Many people have lost their homes and belongings in the wildfires.
For cattle ranchers around Fairfield, it's the loss of acres of grassland that is crippling. The LNU Lightning Complex, a combination of fires that covers more than 130,000 acres across Napa, Sonoma, Lake, Yolo and Solano counties, ripped through parts of Fairfield late Wednesday, forcing sudden evacuations, destroying homes and blackening open fields.
Along a street flanked by charred hills and abandoned homes, Tim and Roxane Wellman fix part of their barbed wire fence.
"(The fire) came through here and they stopped it and they kept it off the houses over there and then late in the afternoon the thing went down and changed and came back from the south and that’s when it really got bad," he said.
Some horses stuck around, but the cattle took off - apparently in search of grass.
"This is our livelihood and so to lose this many acres of feed it’s like dollars signs burning up," Roxane added. "People might think that’s just grass, but that’s worth a fortune to us."
For Roxane’s friends in this close-knit community, some of what burned is irreplaceable.
"People lost everything. They lost family photographs from eight generations back. They’ve lost dream homes they’ve just built. It’s just tragic," Roxane said.
Some of the homes now gone were over 100 years old.
"The pandemic, the hundred-plus degree temperatures, and now this? I just want to kiss this year goodbye."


→ **Task statement**
Count the lines of the listing below where "Average" shows up, and please answer with that number only.

→ **Given data**
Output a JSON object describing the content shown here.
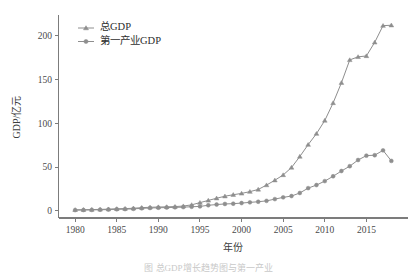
{
  "figure": {
    "caption": "图    总GDP增长趋势图与第一产业",
    "background_color": "#ffffff",
    "line_color": "#8e8e8e",
    "axis_color": "#7c7c7c"
  },
  "legend": {
    "position": "upper-left",
    "entries": [
      {
        "label": "总GDP",
        "marker": "triangle-up-icon"
      },
      {
        "label": "第一产业GDP",
        "marker": "circle-icon"
      }
    ]
  },
  "axes": {
    "y_title": "GDP/亿元",
    "x_title": "年份",
    "y_ticks": [
      "0",
      "50",
      "100",
      "150",
      "200"
    ],
    "x_ticks": [
      "1980",
      "1985",
      "1990",
      "1995",
      "2000",
      "2005",
      "2010",
      "2015"
    ]
  },
  "chart_data": {
    "type": "line",
    "title": "",
    "xlabel": "年份",
    "ylabel": "GDP/亿元",
    "xlim": [
      1978.0,
      2020.0
    ],
    "ylim": [
      -8,
      222
    ],
    "y_ticks": [
      0,
      50,
      100,
      150,
      200
    ],
    "x_ticks": [
      1980,
      1985,
      1990,
      1995,
      2000,
      2005,
      2010,
      2015
    ],
    "grid": false,
    "legend_position": "upper left",
    "x": [
      1980,
      1981,
      1982,
      1983,
      1984,
      1985,
      1986,
      1987,
      1988,
      1989,
      1990,
      1991,
      1992,
      1993,
      1994,
      1995,
      1996,
      1997,
      1998,
      1999,
      2000,
      2001,
      2002,
      2003,
      2004,
      2005,
      2006,
      2007,
      2008,
      2009,
      2010,
      2011,
      2012,
      2013,
      2014,
      2015,
      2016,
      2017,
      2018
    ],
    "series": [
      {
        "name": "总GDP",
        "marker": "triangle-up",
        "values": [
          1.3,
          1.4,
          1.6,
          1.8,
          2.1,
          2.5,
          2.7,
          3.1,
          3.8,
          4.2,
          4.5,
          4.7,
          5.0,
          5.6,
          7.0,
          9.5,
          12.0,
          14.5,
          16.8,
          18.5,
          20.0,
          22.0,
          24.5,
          29.5,
          35.0,
          41.0,
          49.5,
          62.0,
          75.5,
          88.0,
          103.0,
          123.0,
          146.0,
          172.0,
          175.5,
          176.5,
          192.0,
          211.0,
          211.5
        ]
      },
      {
        "name": "第一产业GDP",
        "marker": "circle",
        "values": [
          1.0,
          1.1,
          1.2,
          1.4,
          1.6,
          1.9,
          2.1,
          2.4,
          3.0,
          3.4,
          3.7,
          3.9,
          4.1,
          4.4,
          4.8,
          5.2,
          6.5,
          7.3,
          8.0,
          8.3,
          9.0,
          9.8,
          10.5,
          11.5,
          13.5,
          15.5,
          17.0,
          20.5,
          26.0,
          29.5,
          34.0,
          39.5,
          45.5,
          51.0,
          58.0,
          63.0,
          63.5,
          69.0,
          57.0
        ]
      }
    ]
  }
}
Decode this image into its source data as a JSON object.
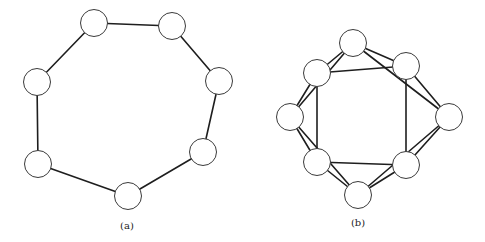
{
  "figure": {
    "background": "#ffffff",
    "edge_color": "#1e1e1e",
    "node_stroke_color": "#3a3a3a",
    "node_radius": 13.5,
    "graphs": [
      {
        "id": "a",
        "caption": "(a)",
        "caption_pos": {
          "x": 127,
          "y": 220
        },
        "nodes": [
          {
            "id": "a0",
            "x": 94,
            "y": 23
          },
          {
            "id": "a1",
            "x": 172,
            "y": 26
          },
          {
            "id": "a2",
            "x": 219,
            "y": 81
          },
          {
            "id": "a3",
            "x": 203,
            "y": 152
          },
          {
            "id": "a4",
            "x": 128,
            "y": 196
          },
          {
            "id": "a5",
            "x": 38,
            "y": 164
          },
          {
            "id": "a6",
            "x": 37,
            "y": 82
          }
        ],
        "edges": [
          [
            "a0",
            "a1"
          ],
          [
            "a1",
            "a2"
          ],
          [
            "a2",
            "a3"
          ],
          [
            "a3",
            "a4"
          ],
          [
            "a4",
            "a5"
          ],
          [
            "a5",
            "a6"
          ],
          [
            "a6",
            "a0"
          ]
        ]
      },
      {
        "id": "b",
        "caption": "(b)",
        "caption_pos": {
          "x": 358,
          "y": 217
        },
        "nodes": [
          {
            "id": "T",
            "x": 353,
            "y": 43
          },
          {
            "id": "UR",
            "x": 406,
            "y": 66
          },
          {
            "id": "R",
            "x": 449,
            "y": 117
          },
          {
            "id": "LR",
            "x": 406,
            "y": 165
          },
          {
            "id": "B",
            "x": 358,
            "y": 195
          },
          {
            "id": "LL",
            "x": 317,
            "y": 162
          },
          {
            "id": "L",
            "x": 290,
            "y": 117
          },
          {
            "id": "UL",
            "x": 317,
            "y": 73
          }
        ],
        "edges": [
          [
            "T",
            "UR"
          ],
          [
            "UR",
            "R"
          ],
          [
            "R",
            "LR"
          ],
          [
            "LR",
            "B"
          ],
          [
            "B",
            "LL"
          ],
          [
            "LL",
            "L"
          ],
          [
            "L",
            "UL"
          ],
          [
            "UL",
            "T"
          ],
          [
            "T",
            "R"
          ],
          [
            "R",
            "B"
          ],
          [
            "B",
            "L"
          ],
          [
            "L",
            "T"
          ],
          [
            "UL",
            "UR"
          ],
          [
            "UR",
            "LR"
          ],
          [
            "LR",
            "LL"
          ],
          [
            "LL",
            "UL"
          ]
        ]
      }
    ]
  }
}
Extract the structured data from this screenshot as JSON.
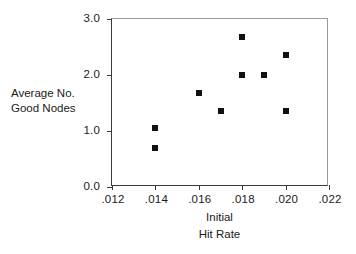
{
  "chart_data": {
    "type": "scatter",
    "title": "",
    "xlabel": "Initial Hit Rate",
    "ylabel": "Average No. Good Nodes",
    "xlim": [
      0.012,
      0.022
    ],
    "ylim": [
      0.0,
      3.0
    ],
    "grid": false,
    "legend": null,
    "marker_color": "#111111",
    "marker_shape": "square",
    "axis_color": "#3a3a3a",
    "x_ticks": [
      0.012,
      0.014,
      0.016,
      0.018,
      0.02,
      0.022
    ],
    "x_tick_labels": [
      ".012",
      ".014",
      ".016",
      ".018",
      ".020",
      ".022"
    ],
    "y_ticks": [
      0.0,
      1.0,
      2.0,
      3.0
    ],
    "y_tick_labels": [
      "0.0",
      "1.0",
      "2.0",
      "3.0"
    ],
    "points": [
      {
        "x": 0.014,
        "y": 1.05
      },
      {
        "x": 0.014,
        "y": 0.7
      },
      {
        "x": 0.016,
        "y": 1.67
      },
      {
        "x": 0.017,
        "y": 1.35
      },
      {
        "x": 0.018,
        "y": 2.67
      },
      {
        "x": 0.018,
        "y": 2.0
      },
      {
        "x": 0.019,
        "y": 2.0
      },
      {
        "x": 0.02,
        "y": 2.35
      },
      {
        "x": 0.02,
        "y": 1.35
      }
    ]
  },
  "labels": {
    "y_axis_line1": "Average No.",
    "y_axis_line2": "Good Nodes",
    "x_axis_line1": "Initial",
    "x_axis_line2": "Hit Rate"
  }
}
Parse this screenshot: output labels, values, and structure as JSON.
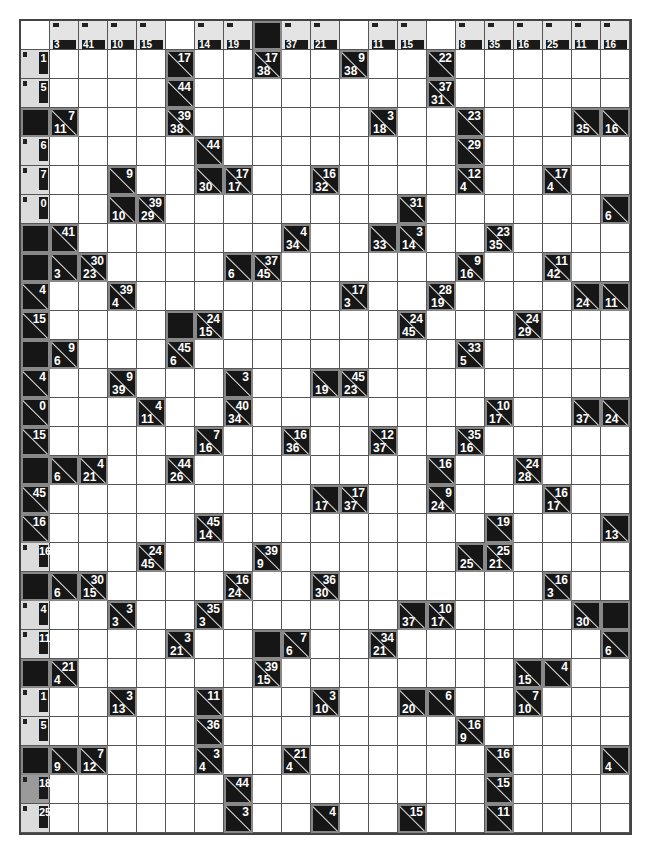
{
  "puzzle": {
    "type": "kakuro",
    "columns": 21,
    "rows_count": 28,
    "legend": "Clue cells: top-right = across sum, bottom-left = down sum",
    "header_row": [
      "",
      "3",
      "41",
      "10",
      "15",
      ".",
      "14",
      "19",
      "#",
      "37",
      "21",
      ".",
      "11",
      "15",
      ".",
      "8",
      "35",
      "16",
      "25",
      "11",
      "16"
    ],
    "side_column": {
      "1": "1",
      "2": "5",
      "4": "6",
      "5": "7",
      "6": "0",
      "18": "16",
      "20": "4",
      "21": "11",
      "23": "1",
      "24": "5",
      "26": "18",
      "27": "25"
    },
    "rows": [
      [],
      [
        "S",
        ".",
        ".",
        ".",
        ".",
        "\\17",
        ".",
        ".",
        "38\\17",
        ".",
        ".",
        "38\\9",
        ".",
        ".",
        "\\22",
        ".",
        ".",
        ".",
        ".",
        ".",
        "."
      ],
      [
        "S",
        ".",
        ".",
        ".",
        ".",
        "\\44",
        ".",
        ".",
        ".",
        ".",
        ".",
        ".",
        ".",
        ".",
        "31\\37",
        ".",
        ".",
        ".",
        ".",
        ".",
        "."
      ],
      [
        "#",
        "11\\7",
        ".",
        ".",
        ".",
        "38\\39",
        ".",
        ".",
        ".",
        ".",
        ".",
        ".",
        "18\\3",
        ".",
        ".",
        "\\23",
        ".",
        ".",
        ".",
        "35\\",
        "16\\"
      ],
      [
        "S",
        ".",
        ".",
        ".",
        ".",
        ".",
        "\\44",
        ".",
        ".",
        ".",
        ".",
        ".",
        ".",
        ".",
        ".",
        "\\29",
        ".",
        ".",
        ".",
        ".",
        "."
      ],
      [
        "S",
        ".",
        ".",
        "\\9",
        ".",
        ".",
        "30\\",
        "17\\17",
        ".",
        ".",
        "32\\16",
        ".",
        ".",
        ".",
        ".",
        "4\\12",
        ".",
        ".",
        "4\\17",
        ".",
        "."
      ],
      [
        "S",
        ".",
        ".",
        "10\\",
        "29\\39",
        ".",
        ".",
        ".",
        ".",
        ".",
        ".",
        ".",
        ".",
        "\\31",
        ".",
        ".",
        ".",
        ".",
        ".",
        ".",
        "6\\"
      ],
      [
        "#",
        "\\41",
        ".",
        ".",
        ".",
        ".",
        ".",
        ".",
        ".",
        "34\\4",
        ".",
        ".",
        "33\\",
        "14\\3",
        ".",
        ".",
        "35\\23",
        ".",
        ".",
        ".",
        "."
      ],
      [
        "#",
        "3\\",
        "23\\30",
        ".",
        ".",
        ".",
        ".",
        "6\\",
        "45\\37",
        ".",
        ".",
        ".",
        ".",
        ".",
        ".",
        "16\\9",
        ".",
        ".",
        "42\\11",
        ".",
        "."
      ],
      [
        "\\4",
        ".",
        ".",
        "4\\39",
        ".",
        ".",
        ".",
        ".",
        ".",
        ".",
        ".",
        "3\\17",
        ".",
        ".",
        "19\\28",
        ".",
        ".",
        ".",
        ".",
        "24\\",
        "11\\"
      ],
      [
        "\\15",
        ".",
        ".",
        ".",
        ".",
        "#",
        "15\\24",
        ".",
        ".",
        ".",
        ".",
        ".",
        ".",
        "45\\24",
        ".",
        ".",
        ".",
        "29\\24",
        ".",
        ".",
        "."
      ],
      [
        "#",
        "6\\9",
        ".",
        ".",
        ".",
        "6\\45",
        ".",
        ".",
        ".",
        ".",
        ".",
        ".",
        ".",
        ".",
        ".",
        "5\\33",
        ".",
        ".",
        ".",
        ".",
        "."
      ],
      [
        "\\4",
        ".",
        ".",
        "39\\9",
        ".",
        ".",
        ".",
        "\\3",
        ".",
        ".",
        "19\\",
        "23\\45",
        ".",
        ".",
        ".",
        ".",
        ".",
        ".",
        ".",
        ".",
        "."
      ],
      [
        "\\0",
        ".",
        ".",
        ".",
        "11\\4",
        ".",
        ".",
        "34\\40",
        ".",
        ".",
        ".",
        ".",
        ".",
        ".",
        ".",
        ".",
        "17\\10",
        ".",
        ".",
        "37\\",
        "24\\"
      ],
      [
        "\\15",
        ".",
        ".",
        ".",
        ".",
        ".",
        "16\\7",
        ".",
        ".",
        "36\\16",
        ".",
        ".",
        "37\\12",
        ".",
        ".",
        "16\\35",
        ".",
        ".",
        ".",
        ".",
        "."
      ],
      [
        "#",
        "6\\",
        "21\\4",
        ".",
        ".",
        "26\\44",
        ".",
        ".",
        ".",
        ".",
        ".",
        ".",
        ".",
        ".",
        "\\16",
        ".",
        ".",
        "28\\24",
        ".",
        ".",
        "."
      ],
      [
        "\\45",
        ".",
        ".",
        ".",
        ".",
        ".",
        ".",
        ".",
        ".",
        ".",
        "17\\",
        "37\\17",
        ".",
        ".",
        "24\\9",
        ".",
        ".",
        ".",
        "17\\16",
        ".",
        "."
      ],
      [
        "\\16",
        ".",
        ".",
        ".",
        ".",
        ".",
        "14\\45",
        ".",
        ".",
        ".",
        ".",
        ".",
        ".",
        ".",
        ".",
        ".",
        "\\19",
        ".",
        ".",
        ".",
        "13\\"
      ],
      [
        "S",
        ".",
        ".",
        ".",
        "45\\24",
        ".",
        ".",
        ".",
        "9\\39",
        ".",
        ".",
        ".",
        ".",
        ".",
        ".",
        "25\\",
        "21\\25",
        ".",
        ".",
        ".",
        "."
      ],
      [
        "#",
        "6\\",
        "15\\30",
        ".",
        ".",
        ".",
        ".",
        "24\\16",
        ".",
        ".",
        "30\\36",
        ".",
        ".",
        ".",
        ".",
        ".",
        ".",
        ".",
        "3\\16",
        ".",
        "."
      ],
      [
        "S",
        ".",
        ".",
        "3\\3",
        ".",
        ".",
        "3\\35",
        ".",
        ".",
        ".",
        ".",
        ".",
        ".",
        "37\\",
        "17\\10",
        ".",
        ".",
        ".",
        ".",
        "30\\",
        "#"
      ],
      [
        "S",
        ".",
        ".",
        ".",
        ".",
        "21\\3",
        ".",
        ".",
        "#",
        "6\\7",
        ".",
        ".",
        "21\\34",
        ".",
        ".",
        ".",
        ".",
        ".",
        ".",
        ".",
        "6\\"
      ],
      [
        "#",
        "4\\21",
        ".",
        ".",
        ".",
        ".",
        ".",
        ".",
        "15\\39",
        ".",
        ".",
        ".",
        ".",
        ".",
        ".",
        ".",
        ".",
        "15\\",
        "\\4",
        ".",
        "."
      ],
      [
        "S",
        ".",
        ".",
        "13\\3",
        ".",
        ".",
        "\\11",
        ".",
        ".",
        ".",
        "10\\3",
        ".",
        ".",
        "20\\",
        "\\6",
        ".",
        ".",
        "10\\7",
        ".",
        ".",
        "."
      ],
      [
        "S",
        ".",
        ".",
        ".",
        ".",
        ".",
        "\\36",
        ".",
        ".",
        ".",
        ".",
        ".",
        ".",
        ".",
        ".",
        "9\\16",
        ".",
        ".",
        ".",
        ".",
        "."
      ],
      [
        "#",
        "9\\",
        "12\\7",
        ".",
        ".",
        ".",
        "4\\3",
        ".",
        ".",
        "4\\21",
        ".",
        ".",
        ".",
        ".",
        ".",
        ".",
        "\\16",
        ".",
        ".",
        ".",
        "4\\"
      ],
      [
        "S",
        ".",
        ".",
        ".",
        ".",
        ".",
        ".",
        "\\44",
        ".",
        ".",
        ".",
        ".",
        ".",
        ".",
        ".",
        ".",
        "\\15",
        ".",
        ".",
        ".",
        "."
      ],
      [
        "S",
        ".",
        ".",
        ".",
        ".",
        ".",
        ".",
        "\\3",
        ".",
        ".",
        "\\4",
        ".",
        ".",
        "\\15",
        ".",
        ".",
        "\\11",
        ".",
        ".",
        ".",
        "."
      ]
    ],
    "midgray_side_rows": [
      26
    ],
    "colors": {
      "clue_bg": "#161616",
      "grid_line": "#555555",
      "white_cell": "#ffffff",
      "header_fade": "#e4e4e4"
    }
  }
}
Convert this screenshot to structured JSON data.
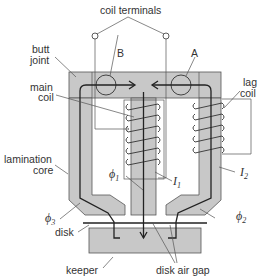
{
  "diagram": {
    "labels": {
      "coil_terminals": "coil terminals",
      "butt_joint_1": "butt",
      "butt_joint_2": "joint",
      "main_coil_1": "main",
      "main_coil_2": "coil",
      "lag_coil_1": "lag",
      "lag_coil_2": "coil",
      "lamination_core_1": "lamination",
      "lamination_core_2": "core",
      "disk": "disk",
      "keeper": "keeper",
      "disk_air_gap": "disk air gap",
      "point_a": "A",
      "point_b": "B"
    },
    "symbols": {
      "phi": "ϕ",
      "phi1_sub": "1",
      "phi2_sub": "2",
      "phi3_sub": "3",
      "I": "I",
      "I1_sub": "1",
      "I2_sub": "2"
    },
    "colors": {
      "core_fill": "#c8c8c8",
      "line": "#333333"
    }
  }
}
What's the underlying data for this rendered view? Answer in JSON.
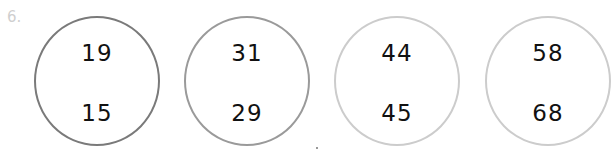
{
  "problem": {
    "number_label": "6."
  },
  "circles": [
    {
      "top": "19",
      "bottom": "15",
      "border_color": "#7a7a7a",
      "left": 34
    },
    {
      "top": "31",
      "bottom": "29",
      "border_color": "#9a9a9a",
      "left": 184
    },
    {
      "top": "44",
      "bottom": "45",
      "border_color": "#cccccc",
      "left": 334
    },
    {
      "top": "58",
      "bottom": "68",
      "border_color": "#cccccc",
      "left": 485
    }
  ]
}
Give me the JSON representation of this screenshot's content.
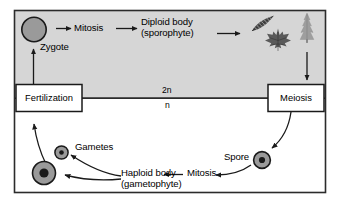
{
  "diagram": {
    "frame": {
      "border_color": "#2b2b2b",
      "outer_bg": "#ffffff"
    },
    "regions": [
      {
        "name": "diploid-region",
        "ploidy_label": "2n",
        "bg_color": "#d6d6d6"
      },
      {
        "name": "haploid-region",
        "ploidy_label": "n",
        "bg_color": "#ffffff"
      }
    ],
    "boxes": [
      {
        "key": "fertilization",
        "label": "Fertilization"
      },
      {
        "key": "meiosis",
        "label": "Meiosis"
      }
    ],
    "labels": {
      "zygote": "Zygote",
      "mitosis_top": "Mitosis",
      "diploid_body_line1": "Diploid body",
      "diploid_body_line2": "(sporophyte)",
      "gametes": "Gametes",
      "haploid_body_line1": "Haploid body",
      "haploid_body_line2": "(gametophyte)",
      "mitosis_bottom": "Mitosis",
      "spore": "Spore",
      "ploidy_diploid": "2n",
      "ploidy_haploid": "n"
    },
    "cells": [
      {
        "key": "zygote-cell",
        "fill": "#9a9a9a",
        "stroke": "#1a1a1a",
        "has_nucleus": false
      },
      {
        "key": "egg-cell",
        "fill": "#9a9a9a",
        "stroke": "#1a1a1a",
        "has_nucleus": true
      },
      {
        "key": "sperm-cell",
        "fill": "#9a9a9a",
        "stroke": "#1a1a1a",
        "has_nucleus": true
      },
      {
        "key": "spore-cell",
        "fill": "#9a9a9a",
        "stroke": "#1a1a1a",
        "has_nucleus": true
      }
    ],
    "plants": [
      {
        "key": "fern-frond-icon",
        "fill": "#4a4a4a"
      },
      {
        "key": "maple-leaf-icon",
        "fill": "#5a5a5a"
      },
      {
        "key": "conifer-tree-icon",
        "fill": "#9e9e9e"
      }
    ],
    "arrow_color": "#1a1a1a"
  }
}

→ **Exercise result**
2